The document is an environmental blueprint which says the site 100 miles north of Las Vegas can be made into a safe place to store the nation's high-level nuclear waste.

The original comment period closed Feb. 28, but Loux and Sen. Richard Bryan, D-Nev., pointed out to the Department of Energy that the Federal Register notice inviting comments on the draft environmental impact statement contained the wrong address.

"As a result, many of those letters have simply been returned to Nevadans unopened and unexamined," said Bryan in asking the comment period be reopened and extended.

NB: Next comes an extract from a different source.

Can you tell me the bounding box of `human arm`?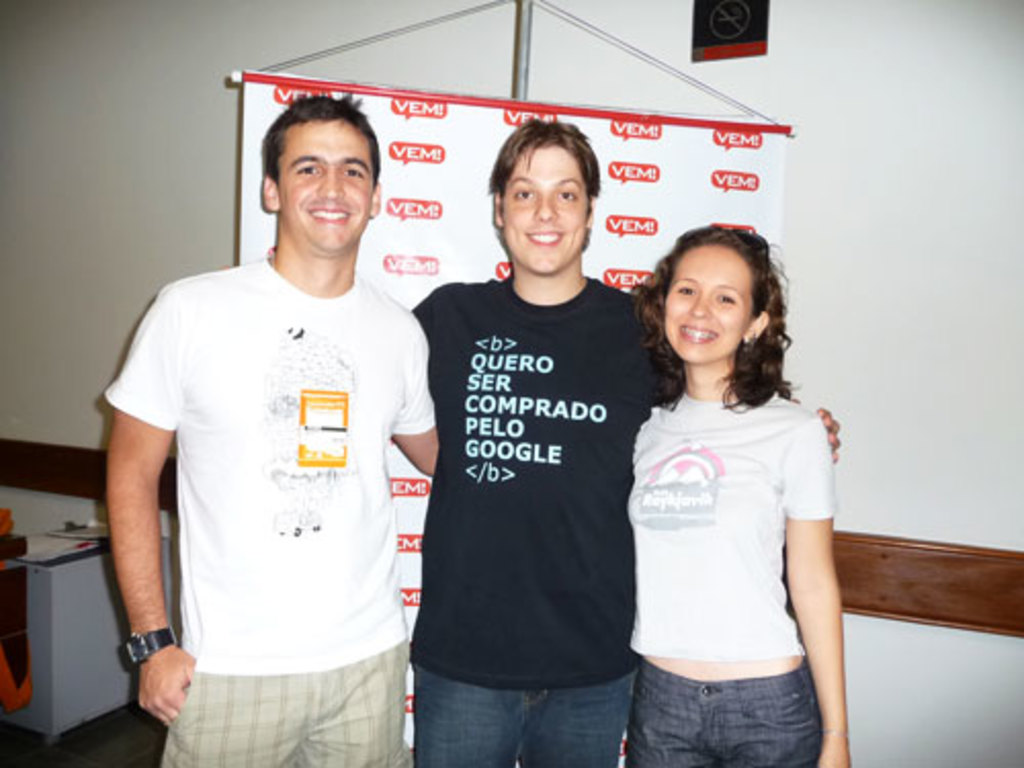
locate(412, 283, 459, 356).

"They screwed up," said Loux. "But my understanding is they admitted the mistake and are going to put out a new Federal Register notice giving everyone another two weeks to resubmit the comments."

Loux said that should give people who got their letters back enough time to mail them to the correct address.

But he said he's still not sure the comments will get fair consideration since the cutoff for new information to be used in the Yucca Mountain Site Recommendation Report was last August.

That report is the basis for the Department of Energy secretary's recommendation to the president on whether to order construction of the nuclear waste dump at Yucca Mountain.

"I'm not sure what the purpose of all this information is if they've already cut off all added information," said Loux.

He said more critical is whether that cutoff means the report will ignore the results of two studies still under way.

He said DOE "had a hand in initiating" studies on whether groundwater periodically floods the proposed storage dump and the dangers of potential stretching and cracking of the ground at Yucca Mountain.

Researchers reported two years ago that satellite data showed excessive stretching and bulging of the ground in the Yucca Mountain area.

Loux said DOE is financing those studies, but they won't be finished until spring of 2001.

"And both of them have potential showstoppers," he said.

The state's arguments that groundwater could flood the underground dump and the danger to the storage canisters from earthquakes and ground-faults are two of the biggest issues in determining whether Yucca Mountain would be a safe place to store nuclear waste.

"If science and not politics is to be the deciding factor in making decisions about the Yucca Mountain site, DOE should revise the schedule for making a site recommendation until there is a final design for the repository and all of these crucial studies are complete and the data is in," Loux said in a letter to Energy Secretary Bill Richardson.